A review by lee_foust
Finding Time Again by Marcel Proust

5.0

Finding Time Again is a wonderfully fitting end to the longest, and one of the most beautiful, of all European novels. Since the whole thing begins with the struggle to remember and write the text that we're reading, it seemed fitting that the last social encounter, back to the Germantes (whose various social threads have now all grown together through marriage, death, and re-marriage), leads the narrator to the revelation regarding age, memory, time, and art, that inspired him to try what he began accomplishing back on the first page of The Way by Swann's. The roads metaphor that I invoked, nearly two years ago now, when I finished reading that first volume, is finally made explicit in the literary essay that crowns the work here in its final pages--the long meandering roads of our life all lead to oblivion. The artist gains some consolation--and something to do with his dotage--if he charts them with words.

I feel like I'm saying the obvious. And yet, Proust's novel is obvious. It's not a part of the Modernist technique, I don't find, despite the first person narrator--not a lot of symbolism, or seriousness, but it speaks through a rather more post-modern (if you will) superficiality and obviousness. The beauty of it lies in how it lays bare the mind at work churning reality through its processes of intake, impression, rumination, constantly at war with itself between raw feeling--jealousy and desire mainly--and the logical demands of thought, action, and propriety. Of course high society is the perfect setting for such a character and theme, but perhaps it's rather the other way around--that high society created such a man, his memory, his struggles, and his book that could only chart the situation that it created inside him. At any rate, there he is, in all his nudity and nuance, a long series of events, interpretations, passions, actions, and the beautifully desperate attempt, through memory and words, to chart them like a series of meandering paths through the countryside that always bring one back, at end of day, home, to the point of departure, to death that is a return to birth.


TASK REQUIREMENTS: Could you write out the whole listing exactly as it appears?

SOURCE DATA:
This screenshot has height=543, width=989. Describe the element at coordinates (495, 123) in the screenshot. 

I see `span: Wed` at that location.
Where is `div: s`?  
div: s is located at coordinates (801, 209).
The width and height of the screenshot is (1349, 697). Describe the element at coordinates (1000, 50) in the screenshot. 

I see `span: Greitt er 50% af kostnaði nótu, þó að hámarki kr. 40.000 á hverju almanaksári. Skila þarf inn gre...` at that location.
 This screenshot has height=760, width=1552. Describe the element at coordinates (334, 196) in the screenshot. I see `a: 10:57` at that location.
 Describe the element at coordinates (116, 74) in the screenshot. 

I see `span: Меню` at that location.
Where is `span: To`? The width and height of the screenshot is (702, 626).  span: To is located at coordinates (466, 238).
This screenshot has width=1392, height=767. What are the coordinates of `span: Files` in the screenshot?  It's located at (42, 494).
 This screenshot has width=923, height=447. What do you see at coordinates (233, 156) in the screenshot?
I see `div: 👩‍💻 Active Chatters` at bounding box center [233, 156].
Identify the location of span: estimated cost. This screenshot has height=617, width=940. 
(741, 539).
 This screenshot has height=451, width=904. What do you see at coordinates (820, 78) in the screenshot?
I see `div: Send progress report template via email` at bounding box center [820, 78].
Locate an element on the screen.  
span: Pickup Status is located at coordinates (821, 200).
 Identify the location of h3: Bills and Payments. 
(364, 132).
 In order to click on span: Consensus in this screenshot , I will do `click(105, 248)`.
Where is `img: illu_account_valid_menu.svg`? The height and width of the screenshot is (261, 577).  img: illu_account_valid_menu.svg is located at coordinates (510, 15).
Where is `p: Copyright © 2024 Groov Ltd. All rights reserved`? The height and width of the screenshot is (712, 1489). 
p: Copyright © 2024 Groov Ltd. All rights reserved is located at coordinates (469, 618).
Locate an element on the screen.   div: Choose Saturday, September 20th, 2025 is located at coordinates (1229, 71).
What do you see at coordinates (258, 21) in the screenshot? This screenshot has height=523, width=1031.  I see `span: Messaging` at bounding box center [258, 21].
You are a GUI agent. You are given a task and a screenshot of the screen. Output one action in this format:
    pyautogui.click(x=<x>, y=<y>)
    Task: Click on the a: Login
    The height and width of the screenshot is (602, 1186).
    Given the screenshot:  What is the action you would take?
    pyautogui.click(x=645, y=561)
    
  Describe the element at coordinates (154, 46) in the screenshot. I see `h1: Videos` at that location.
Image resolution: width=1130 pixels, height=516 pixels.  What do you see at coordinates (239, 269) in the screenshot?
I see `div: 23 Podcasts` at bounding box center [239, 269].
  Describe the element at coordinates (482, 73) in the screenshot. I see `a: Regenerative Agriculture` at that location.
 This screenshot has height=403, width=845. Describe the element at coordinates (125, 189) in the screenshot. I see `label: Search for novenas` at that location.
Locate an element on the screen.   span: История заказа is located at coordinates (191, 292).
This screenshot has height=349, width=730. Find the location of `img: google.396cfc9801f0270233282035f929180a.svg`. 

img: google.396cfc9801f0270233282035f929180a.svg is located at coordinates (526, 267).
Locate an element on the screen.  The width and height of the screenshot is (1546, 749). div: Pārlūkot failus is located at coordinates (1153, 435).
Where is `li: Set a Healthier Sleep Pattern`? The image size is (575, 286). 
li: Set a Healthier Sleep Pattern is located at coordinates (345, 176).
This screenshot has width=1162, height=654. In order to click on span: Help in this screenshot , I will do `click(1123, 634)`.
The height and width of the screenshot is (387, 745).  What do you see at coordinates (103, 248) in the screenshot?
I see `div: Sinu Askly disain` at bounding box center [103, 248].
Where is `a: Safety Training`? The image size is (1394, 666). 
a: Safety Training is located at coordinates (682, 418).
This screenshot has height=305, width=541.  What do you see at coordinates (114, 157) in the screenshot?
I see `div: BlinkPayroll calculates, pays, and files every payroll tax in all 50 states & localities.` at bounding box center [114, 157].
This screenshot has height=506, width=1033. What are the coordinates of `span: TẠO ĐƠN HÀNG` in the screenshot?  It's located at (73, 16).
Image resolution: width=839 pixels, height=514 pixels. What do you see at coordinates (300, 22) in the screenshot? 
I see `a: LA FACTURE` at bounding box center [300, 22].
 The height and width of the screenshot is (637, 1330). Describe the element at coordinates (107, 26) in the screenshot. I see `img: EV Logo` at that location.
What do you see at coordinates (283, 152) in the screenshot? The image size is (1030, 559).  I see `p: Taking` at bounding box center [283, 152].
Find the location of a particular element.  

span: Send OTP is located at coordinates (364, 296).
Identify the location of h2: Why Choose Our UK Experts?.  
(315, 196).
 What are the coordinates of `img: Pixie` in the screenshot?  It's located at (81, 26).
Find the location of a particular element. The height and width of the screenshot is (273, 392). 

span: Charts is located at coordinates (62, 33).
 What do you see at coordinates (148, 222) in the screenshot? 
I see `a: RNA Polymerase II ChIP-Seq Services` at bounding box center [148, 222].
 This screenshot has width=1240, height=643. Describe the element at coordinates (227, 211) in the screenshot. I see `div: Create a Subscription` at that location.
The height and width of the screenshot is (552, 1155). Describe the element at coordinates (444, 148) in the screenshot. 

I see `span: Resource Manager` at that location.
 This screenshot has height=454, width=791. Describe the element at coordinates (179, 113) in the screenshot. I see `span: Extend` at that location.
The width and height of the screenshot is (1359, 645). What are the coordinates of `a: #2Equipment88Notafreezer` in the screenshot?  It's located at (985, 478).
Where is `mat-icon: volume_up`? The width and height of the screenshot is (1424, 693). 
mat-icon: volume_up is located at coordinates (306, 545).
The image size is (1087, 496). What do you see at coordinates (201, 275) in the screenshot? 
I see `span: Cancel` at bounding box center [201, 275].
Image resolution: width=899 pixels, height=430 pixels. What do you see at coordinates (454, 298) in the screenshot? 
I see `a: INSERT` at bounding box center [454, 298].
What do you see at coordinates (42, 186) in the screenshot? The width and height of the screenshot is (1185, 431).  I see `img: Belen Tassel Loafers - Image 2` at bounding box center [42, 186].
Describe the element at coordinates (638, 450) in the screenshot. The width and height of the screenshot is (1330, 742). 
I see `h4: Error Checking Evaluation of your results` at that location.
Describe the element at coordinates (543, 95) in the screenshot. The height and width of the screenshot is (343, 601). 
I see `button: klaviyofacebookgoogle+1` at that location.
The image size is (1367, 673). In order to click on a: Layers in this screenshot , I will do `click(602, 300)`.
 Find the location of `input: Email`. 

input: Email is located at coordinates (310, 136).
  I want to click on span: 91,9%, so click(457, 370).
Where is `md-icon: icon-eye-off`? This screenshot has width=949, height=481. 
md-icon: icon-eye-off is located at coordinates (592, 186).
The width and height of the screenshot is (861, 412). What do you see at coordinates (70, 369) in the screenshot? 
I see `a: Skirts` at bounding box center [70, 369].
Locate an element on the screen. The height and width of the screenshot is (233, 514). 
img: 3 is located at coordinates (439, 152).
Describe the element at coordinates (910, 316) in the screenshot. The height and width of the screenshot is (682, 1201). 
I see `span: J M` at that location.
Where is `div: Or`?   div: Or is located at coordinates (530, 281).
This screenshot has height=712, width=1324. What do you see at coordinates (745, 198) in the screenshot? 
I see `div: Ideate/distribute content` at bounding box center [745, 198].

EXERCISE ANSWER:
This screenshot has height=543, width=989. Describe the element at coordinates (495, 123) in the screenshot. 

I see `span: Wed` at that location.
Where is `div: s`?  
div: s is located at coordinates (801, 209).
The width and height of the screenshot is (1349, 697). Describe the element at coordinates (1000, 50) in the screenshot. 

I see `span: Greitt er 50% af kostnaði nótu, þó að hámarki kr. 40.000 á hverju almanaksári. Skila þarf inn gre...` at that location.
 This screenshot has height=760, width=1552. Describe the element at coordinates (334, 196) in the screenshot. I see `a: 10:57` at that location.
 Describe the element at coordinates (116, 74) in the screenshot. 

I see `span: Меню` at that location.
Where is `span: To`? The width and height of the screenshot is (702, 626).  span: To is located at coordinates (466, 238).
This screenshot has width=1392, height=767. What are the coordinates of `span: Files` in the screenshot?  It's located at (42, 494).
 This screenshot has width=923, height=447. What do you see at coordinates (233, 156) in the screenshot?
I see `div: 👩‍💻 Active Chatters` at bounding box center [233, 156].
Identify the location of span: estimated cost. This screenshot has height=617, width=940. 
(741, 539).
 This screenshot has height=451, width=904. What do you see at coordinates (820, 78) in the screenshot?
I see `div: Send progress report template via email` at bounding box center [820, 78].
Locate an element on the screen.  
span: Pickup Status is located at coordinates (821, 200).
 Identify the location of h3: Bills and Payments. 
(364, 132).
 In order to click on span: Consensus in this screenshot , I will do `click(105, 248)`.
Where is `img: illu_account_valid_menu.svg`? The height and width of the screenshot is (261, 577).  img: illu_account_valid_menu.svg is located at coordinates (510, 15).
Where is `p: Copyright © 2024 Groov Ltd. All rights reserved`? The height and width of the screenshot is (712, 1489). 
p: Copyright © 2024 Groov Ltd. All rights reserved is located at coordinates (469, 618).
Locate an element on the screen.   div: Choose Saturday, September 20th, 2025 is located at coordinates (1229, 71).
What do you see at coordinates (258, 21) in the screenshot? This screenshot has height=523, width=1031.  I see `span: Messaging` at bounding box center [258, 21].
You are a GUI agent. You are given a task and a screenshot of the screen. Output one action in this format:
    pyautogui.click(x=<x>, y=<y>)
    Task: Click on the a: Login
    The height and width of the screenshot is (602, 1186).
    Given the screenshot:  What is the action you would take?
    pyautogui.click(x=645, y=561)
    
  Describe the element at coordinates (154, 46) in the screenshot. I see `h1: Videos` at that location.
Image resolution: width=1130 pixels, height=516 pixels.  What do you see at coordinates (239, 269) in the screenshot?
I see `div: 23 Podcasts` at bounding box center [239, 269].
  Describe the element at coordinates (482, 73) in the screenshot. I see `a: Regenerative Agriculture` at that location.
 This screenshot has height=403, width=845. Describe the element at coordinates (125, 189) in the screenshot. I see `label: Search for novenas` at that location.
Locate an element on the screen.   span: История заказа is located at coordinates (191, 292).
This screenshot has height=349, width=730. Find the location of `img: google.396cfc9801f0270233282035f929180a.svg`. 

img: google.396cfc9801f0270233282035f929180a.svg is located at coordinates (526, 267).
Locate an element on the screen.  The width and height of the screenshot is (1546, 749). div: Pārlūkot failus is located at coordinates (1153, 435).
Where is `li: Set a Healthier Sleep Pattern`? The image size is (575, 286). 
li: Set a Healthier Sleep Pattern is located at coordinates (345, 176).
This screenshot has width=1162, height=654. In order to click on span: Help in this screenshot , I will do `click(1123, 634)`.
The height and width of the screenshot is (387, 745).  What do you see at coordinates (103, 248) in the screenshot?
I see `div: Sinu Askly disain` at bounding box center [103, 248].
Where is `a: Safety Training`? The image size is (1394, 666). 
a: Safety Training is located at coordinates (682, 418).
This screenshot has height=305, width=541.  What do you see at coordinates (114, 157) in the screenshot?
I see `div: BlinkPayroll calculates, pays, and files every payroll tax in all 50 states & localities.` at bounding box center [114, 157].
This screenshot has height=506, width=1033. What are the coordinates of `span: TẠO ĐƠN HÀNG` in the screenshot?  It's located at (73, 16).
Image resolution: width=839 pixels, height=514 pixels. What do you see at coordinates (300, 22) in the screenshot? 
I see `a: LA FACTURE` at bounding box center [300, 22].
 The height and width of the screenshot is (637, 1330). Describe the element at coordinates (107, 26) in the screenshot. I see `img: EV Logo` at that location.
What do you see at coordinates (283, 152) in the screenshot? The image size is (1030, 559).  I see `p: Taking` at bounding box center [283, 152].
Find the location of a particular element.  

span: Send OTP is located at coordinates (364, 296).
Identify the location of h2: Why Choose Our UK Experts?.  
(315, 196).
 What are the coordinates of `img: Pixie` in the screenshot?  It's located at (81, 26).
Find the location of a particular element. The height and width of the screenshot is (273, 392). 

span: Charts is located at coordinates (62, 33).
 What do you see at coordinates (148, 222) in the screenshot? 
I see `a: RNA Polymerase II ChIP-Seq Services` at bounding box center [148, 222].
 This screenshot has width=1240, height=643. Describe the element at coordinates (227, 211) in the screenshot. I see `div: Create a Subscription` at that location.
The height and width of the screenshot is (552, 1155). Describe the element at coordinates (444, 148) in the screenshot. 

I see `span: Resource Manager` at that location.
 This screenshot has height=454, width=791. Describe the element at coordinates (179, 113) in the screenshot. I see `span: Extend` at that location.
The width and height of the screenshot is (1359, 645). What are the coordinates of `a: #2Equipment88Notafreezer` in the screenshot?  It's located at (985, 478).
Where is `mat-icon: volume_up`? The width and height of the screenshot is (1424, 693). 
mat-icon: volume_up is located at coordinates (306, 545).
The image size is (1087, 496). What do you see at coordinates (201, 275) in the screenshot? 
I see `span: Cancel` at bounding box center [201, 275].
Image resolution: width=899 pixels, height=430 pixels. What do you see at coordinates (454, 298) in the screenshot? 
I see `a: INSERT` at bounding box center [454, 298].
What do you see at coordinates (42, 186) in the screenshot? The width and height of the screenshot is (1185, 431).  I see `img: Belen Tassel Loafers - Image 2` at bounding box center [42, 186].
Describe the element at coordinates (638, 450) in the screenshot. The width and height of the screenshot is (1330, 742). 
I see `h4: Error Checking Evaluation of your results` at that location.
Describe the element at coordinates (543, 95) in the screenshot. The height and width of the screenshot is (343, 601). 
I see `button: klaviyofacebookgoogle+1` at that location.
The image size is (1367, 673). In order to click on a: Layers in this screenshot , I will do `click(602, 300)`.
 Find the location of `input: Email`. 

input: Email is located at coordinates (310, 136).
  I want to click on span: 91,9%, so click(457, 370).
Where is `md-icon: icon-eye-off`? This screenshot has width=949, height=481. 
md-icon: icon-eye-off is located at coordinates (592, 186).
The width and height of the screenshot is (861, 412). What do you see at coordinates (70, 369) in the screenshot? 
I see `a: Skirts` at bounding box center [70, 369].
Locate an element on the screen. The height and width of the screenshot is (233, 514). 
img: 3 is located at coordinates (439, 152).
Describe the element at coordinates (910, 316) in the screenshot. The height and width of the screenshot is (682, 1201). 
I see `span: J M` at that location.
Where is `div: Or`?   div: Or is located at coordinates (530, 281).
This screenshot has height=712, width=1324. What do you see at coordinates (745, 198) in the screenshot? 
I see `div: Ideate/distribute content` at bounding box center [745, 198].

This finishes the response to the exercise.